Before I got Steam, a computer, or even a console, I had an IPad that I got as a Christmas gift over a decade ago. Limbo was the first game I've ever played. Well, I had played some free app store garbage before like the many pseudo-gambling games where I would bet all of my in-game starting coins on a single slot spin before losing everything and deleting the app. I haven't even gambled any real money then or since so I don’t know what compelled me to do that. However, Limbo was the first paid game I had and the vivid memories of it compelled me to pick it up again and finally finish it.
It was likely the style that drew me in. Monochrome and dark in tone with a few opportunities for death that even give me goosebumps today. The simplistic art direction and controls were limitations posed by a medium that wasn’t really designed for gaming in mind that ended up in service of the experience rather than a hindrance. Now there are less restrictions than ever before when making a game.
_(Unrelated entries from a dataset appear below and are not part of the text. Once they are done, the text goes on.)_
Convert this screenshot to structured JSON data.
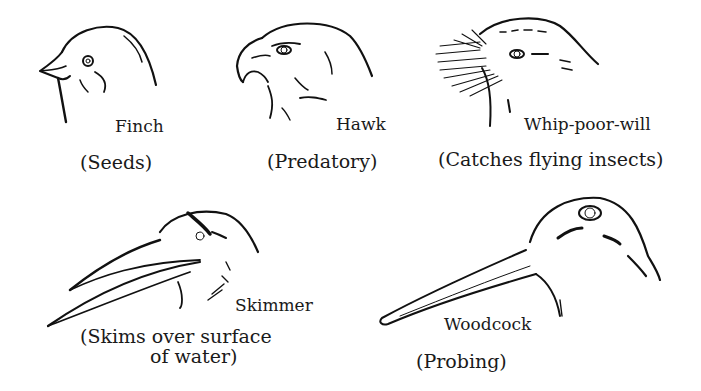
{
  "diagram": {
    "birds": [
      {
        "id": "finch",
        "name": "Finch",
        "diet": "(Seeds)"
      },
      {
        "id": "hawk",
        "name": "Hawk",
        "diet": "(Predatory)"
      },
      {
        "id": "whip-poor-will",
        "name": "Whip-poor-will",
        "diet": "(Catches flying insects)"
      },
      {
        "id": "skimmer",
        "name": "Skimmer",
        "diet_line1": "(Skims over surface",
        "diet_line2": "of water)"
      },
      {
        "id": "woodcock",
        "name": "Woodcock",
        "diet": "(Probing)"
      }
    ]
  }
}
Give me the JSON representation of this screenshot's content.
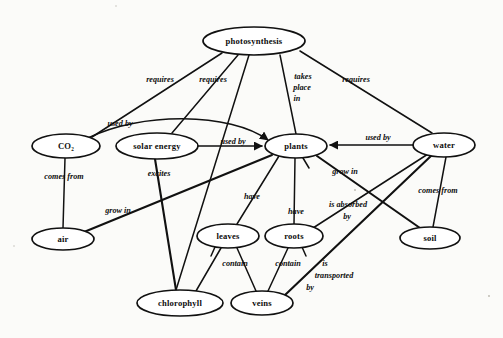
{
  "diagram": {
    "background_color": "#fbfbf9",
    "ink_color": "#111111",
    "nodes": [
      {
        "id": "photosynthesis",
        "label": "photosynthesis",
        "x": 254,
        "y": 41,
        "rx": 51,
        "ry": 14
      },
      {
        "id": "co2",
        "label": "CO₂",
        "x": 66,
        "y": 146,
        "rx": 34,
        "ry": 12
      },
      {
        "id": "solar_energy",
        "label": "solar energy",
        "x": 157,
        "y": 146,
        "rx": 41,
        "ry": 13
      },
      {
        "id": "plants",
        "label": "plants",
        "x": 296,
        "y": 146,
        "rx": 31,
        "ry": 12
      },
      {
        "id": "water",
        "label": "water",
        "x": 444,
        "y": 145,
        "rx": 31,
        "ry": 12
      },
      {
        "id": "air",
        "label": "air",
        "x": 63,
        "y": 239,
        "rx": 31,
        "ry": 11
      },
      {
        "id": "leaves",
        "label": "leaves",
        "x": 228,
        "y": 236,
        "rx": 31,
        "ry": 12
      },
      {
        "id": "roots",
        "label": "roots",
        "x": 294,
        "y": 236,
        "rx": 29,
        "ry": 12
      },
      {
        "id": "soil",
        "label": "soil",
        "x": 430,
        "y": 238,
        "rx": 30,
        "ry": 11
      },
      {
        "id": "chlorophyll",
        "label": "chlorophyll",
        "x": 180,
        "y": 303,
        "rx": 43,
        "ry": 13
      },
      {
        "id": "veins",
        "label": "veins",
        "x": 262,
        "y": 303,
        "rx": 31,
        "ry": 12
      }
    ],
    "edges": [
      {
        "id": "photosynthesis-co2",
        "from": "photosynthesis",
        "to": "co2",
        "label": "requires",
        "label_x": 160,
        "label_y": 80
      },
      {
        "id": "photosynthesis-solar",
        "from": "photosynthesis",
        "to": "solar_energy",
        "label": "requires",
        "label_x": 213,
        "label_y": 80
      },
      {
        "id": "photosynthesis-chlorophyll",
        "from": "photosynthesis",
        "to": "chlorophyll",
        "label": "",
        "label_x": 0,
        "label_y": 0
      },
      {
        "id": "photosynthesis-plants",
        "from": "photosynthesis",
        "to": "plants",
        "label": "takes place in",
        "label_x": 301,
        "label_y": 86
      },
      {
        "id": "photosynthesis-water",
        "from": "photosynthesis",
        "to": "water",
        "label": "requires",
        "label_x": 356,
        "label_y": 80
      },
      {
        "id": "co2-plants",
        "from": "co2",
        "to": "plants",
        "label": "used by",
        "label_x": 120,
        "label_y": 124
      },
      {
        "id": "solar-plants",
        "from": "solar_energy",
        "to": "plants",
        "label": "used by",
        "label_x": 233,
        "label_y": 142
      },
      {
        "id": "water-plants",
        "from": "water",
        "to": "plants",
        "label": "used by",
        "label_x": 378,
        "label_y": 138
      },
      {
        "id": "co2-air",
        "from": "co2",
        "to": "air",
        "label": "comes from",
        "label_x": 64,
        "label_y": 177
      },
      {
        "id": "solar-chlorophyll",
        "from": "solar_energy",
        "to": "chlorophyll",
        "label": "excites",
        "label_x": 159,
        "label_y": 174
      },
      {
        "id": "plants-air",
        "from": "plants",
        "to": "air",
        "label": "grow in",
        "label_x": 118,
        "label_y": 211
      },
      {
        "id": "plants-leaves",
        "from": "plants",
        "to": "leaves",
        "label": "have",
        "label_x": 252,
        "label_y": 197
      },
      {
        "id": "plants-roots",
        "from": "plants",
        "to": "roots",
        "label": "have",
        "label_x": 296,
        "label_y": 210
      },
      {
        "id": "plants-soil",
        "from": "plants",
        "to": "soil",
        "label": "grow in",
        "label_x": 345,
        "label_y": 172
      },
      {
        "id": "water-roots",
        "from": "water",
        "to": "roots",
        "label": "is absorbed by",
        "label_x": 347,
        "label_y": 209
      },
      {
        "id": "water-soil",
        "from": "water",
        "to": "soil",
        "label": "comes from",
        "label_x": 438,
        "label_y": 191
      },
      {
        "id": "leaves-chlorophyll",
        "from": "leaves",
        "to": "chlorophyll",
        "label": "contain",
        "label_x": 235,
        "label_y": 264
      },
      {
        "id": "leaves-veins",
        "from": "leaves",
        "to": "veins",
        "label": "",
        "label_x": 0,
        "label_y": 0
      },
      {
        "id": "roots-veins",
        "from": "roots",
        "to": "veins",
        "label": "contain",
        "label_x": 288,
        "label_y": 264
      },
      {
        "id": "water-veins",
        "from": "water",
        "to": "veins",
        "label": "is transported by",
        "label_x": 331,
        "label_y": 271
      }
    ],
    "edge_labels": {
      "requires_1": "requires",
      "requires_2": "requires",
      "requires_3": "requires",
      "takes_place_in_line1": "takes",
      "takes_place_in_line2": "place",
      "takes_place_in_line3": "in",
      "used_by_1": "used by",
      "used_by_2": "used by",
      "used_by_3": "used by",
      "comes_from_1": "comes from",
      "comes_from_2": "comes from",
      "excites": "excites",
      "grow_in_1": "grow in",
      "grow_in_2": "grow in",
      "have_1": "have",
      "have_2": "have",
      "is_absorbed_line1": "is absorbed",
      "is_absorbed_line2": "by",
      "contain_1": "contain",
      "contain_2": "contain",
      "is_transported_line1": "is",
      "is_transported_line2": "transported",
      "is_transported_line3": "by"
    }
  }
}
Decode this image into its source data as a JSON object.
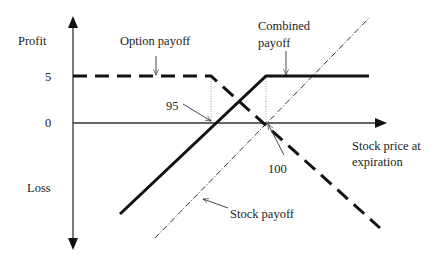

Hardware is at its best and development tools most accessible, but that freedom also means the ability to coast by with the minimum amount of effort possible. The asset flips, explicit porn, and scams that fill up the front page of Steam probably take in the GDP of a small nation with the frequency they continue to be churned out.
Limbo is what I refer to as the popularization of the “go right horror” genre. Common characteristics include no instructions given beyond the basic controls consisting only of a jump and grab, controlling a small and powerless human in a hostile world of monsters, and no dialog. Main gameplay is a mash of platforming, puzzle solving, time sensitive actions, and spectacle. None of these are the core focus though, and elements of each are cycled and combined in the course of the run time. Inside had improved on all these elements compared to Inside while Little Nightmares didn’t have great platforming and puzzle solving in exchange for the best time sensitive actions and spectacle of the genre (very much apparent in the chases and wide shots after the high points of the action.)
But the silhouettes of Limbo build an atmosphere that is on par with its modern contemporaries solely on the virtue that the player fills in the details obscured by the shadow. It's what turns a couple hundred polygons into a 20 foot tall spider; a magic circle where the path forward is something to be feared and conquered with only a jump and grab. I hadn’t beaten the game until fairly recently. Always got stuck on the brain worms and went back to chopping legs off the spider. I have now and can say the rest of the game was much better in terms of platforming, especially the hotel and the gravity factory near the ending. Surprisingly the kid doesn’t become a god of death like the other two games I’ve mentioned.
Good game. Could do with some ambient music.